Green dambusters

It’s not all over the news any more, but that doesn’t mean it’s gone away. I’ve been pondering the Green Dam situation a lot recently, because – for whatever crazy libertarian reason – I find that I simply cannot agree 100% with its detractors.

Actually, I love the idea. This is one of the two areas in which I am in agreement with the Chinese Communist Party, the other being persecution of Falun Gong. (I should add, though, that my motives for both are quite different from the CCP’s.)

See, I find the “protect the children” brigade thoroughly tiresome. The Australians went as far as trying to implement ISP-level porn-blocking to “protect the children”. Apparently Kevin Rudd didn’t just pick up some Mandarin while he was in China. But “protect the children” is an international problem, not just antipodean.

So we have this group who opine that the Internet needs to be “child-friendly”, i.e. everything unsuitable for children should be removed. That’s going to make the Internet pretty useless. You wouldn’t expect adults to watch nothing except childrens’ television, would you? Or just read childrens’ books? Then why would you expect them to approve of a “childrens’ Internet”? I’m all in favour of not letting kids watch porn, but if that means that adults can’t watch porn too, then something’s gone awry.

Call me a cynic, but isn’t “protect the children” a badly-concealed excuse for skirting around the true aims of the campaigners? I have a measure of respect for good old-fashioned bigots who are prepared to be honest about how they just want things that they disapprove of to be banned. Compare that to the dissembling of a “Focus on the Family” type organisation which has exactly the same agenda but hides it behind their “for the children” rubric. And, of course, “for the children” is rebuttal-proof. You can’t argue against a measure that is “for the children”, or else you’re a vile child-hater. You approve of Internet porn? Why do you hate children!? Etc etc etc.

I’ve debated with a few of these types and asked why they don’t just take action to protect their children. The usual answer is that their kids are very well protected, but what concerns them more are all the other kids who don’t have the benefit of insane parents. And with that reasoning, they’ll continue their campaign to have porn blocked at the ISP level and make sure we all get nothing more taxing than Sesame Street on YouTube.

Hence, the logic of Green Dam was instantly attractive when I first heard about it. It’s the perfect solution: a content filter that is installed (or at least shipped) with all PCs, which will prevent the underage from stumbling on www.analmidgets.com, and which can be disabled or uninstalled by grown-ups with a tolerance for such things. It won’t shut the prudes up, but it might force them to admit the real reason for their complaints, and that makes them easier to debate. And critically, it moves the role of censorship away from the network and onto the workstations.

Of course, successful implementation relies on the software (a) not being filled with stupid security glitches that show a total lack of software quality control, (b) not being largely stolen from another company, (c) not being full of government back-doors (open source would be a sine qua non, I think), and (d) not being way, way too sensitive so that your applications are constantly shut down without warning just because you typed something slightly frowned-upon.

So: ten out of ten for the idea, but minus several million for the execution. I’m anticipating the release of version 2 of Green Dam with genuine curiousity. Of course, it will still be intrusive and flawed, but if it reduces the argument in favour of the Great Firewall of China even one iota, then it’s a step in the right direction.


# [WORK TASK]
The records below need to be repeated exactly, with every picture left out.

━━━━━━━━━━━━━━━━

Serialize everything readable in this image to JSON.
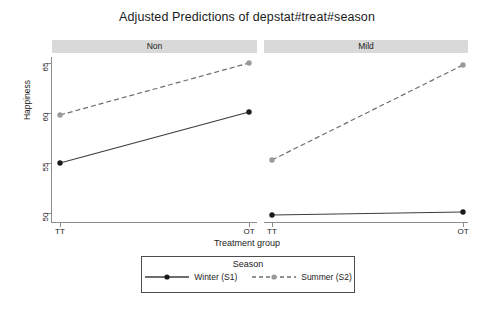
{
  "chart_data": {
    "type": "line",
    "title": "Adjusted Predictions of depstat#treat#season",
    "xlabel": "Treatment group",
    "ylabel": "Happiness",
    "categories": [
      "TT",
      "OT"
    ],
    "ylim": [
      47.5,
      66.5
    ],
    "yticks": [
      50,
      55,
      60,
      65
    ],
    "ytick_labels": [
      "50",
      "55",
      "60",
      "65"
    ],
    "grid": false,
    "legend_position": "bottom-center",
    "legend_title": "Season",
    "panels": [
      {
        "label": "Non",
        "series": [
          {
            "name": "Winter (S1)",
            "values": [
              55.0,
              60.1
            ]
          },
          {
            "name": "Summer (S2)",
            "values": [
              59.8,
              65.0
            ]
          }
        ]
      },
      {
        "label": "Mild",
        "series": [
          {
            "name": "Winter (S1)",
            "values": [
              49.8,
              50.1
            ]
          },
          {
            "name": "Summer (S2)",
            "values": [
              55.3,
              64.8
            ]
          }
        ]
      }
    ],
    "series_styles": [
      {
        "name": "Winter (S1)",
        "line": "solid",
        "color": "#3d3d3d",
        "marker_color": "#1a1a1a"
      },
      {
        "name": "Summer (S2)",
        "line": "dashed",
        "color": "#6e6e6e",
        "marker_color": "#9a9a9a"
      }
    ]
  },
  "colors": {
    "panel_header_bg": "#d9d9d9",
    "axis": "#8c8c8c",
    "winter": "#3d3d3d",
    "summer": "#9a9a9a",
    "legend_border": "#4d4d4d"
  }
}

━━━━━━━━━━━━━━━━

# [SOLUTION]
Serialize everything readable in this image to JSON.
{
  "chart_data": {
    "type": "line",
    "title": "Adjusted Predictions of depstat#treat#season",
    "xlabel": "Treatment group",
    "ylabel": "Happiness",
    "categories": [
      "TT",
      "OT"
    ],
    "ylim": [
      47.5,
      66.5
    ],
    "yticks": [
      50,
      55,
      60,
      65
    ],
    "ytick_labels": [
      "50",
      "55",
      "60",
      "65"
    ],
    "grid": false,
    "legend_position": "bottom-center",
    "legend_title": "Season",
    "panels": [
      {
        "label": "Non",
        "series": [
          {
            "name": "Winter (S1)",
            "values": [
              55.0,
              60.1
            ]
          },
          {
            "name": "Summer (S2)",
            "values": [
              59.8,
              65.0
            ]
          }
        ]
      },
      {
        "label": "Mild",
        "series": [
          {
            "name": "Winter (S1)",
            "values": [
              49.8,
              50.1
            ]
          },
          {
            "name": "Summer (S2)",
            "values": [
              55.3,
              64.8
            ]
          }
        ]
      }
    ],
    "series_styles": [
      {
        "name": "Winter (S1)",
        "line": "solid",
        "color": "#3d3d3d",
        "marker_color": "#1a1a1a"
      },
      {
        "name": "Summer (S2)",
        "line": "dashed",
        "color": "#6e6e6e",
        "marker_color": "#9a9a9a"
      }
    ]
  },
  "colors": {
    "panel_header_bg": "#d9d9d9",
    "axis": "#8c8c8c",
    "winter": "#3d3d3d",
    "summer": "#9a9a9a",
    "legend_border": "#4d4d4d"
  }
}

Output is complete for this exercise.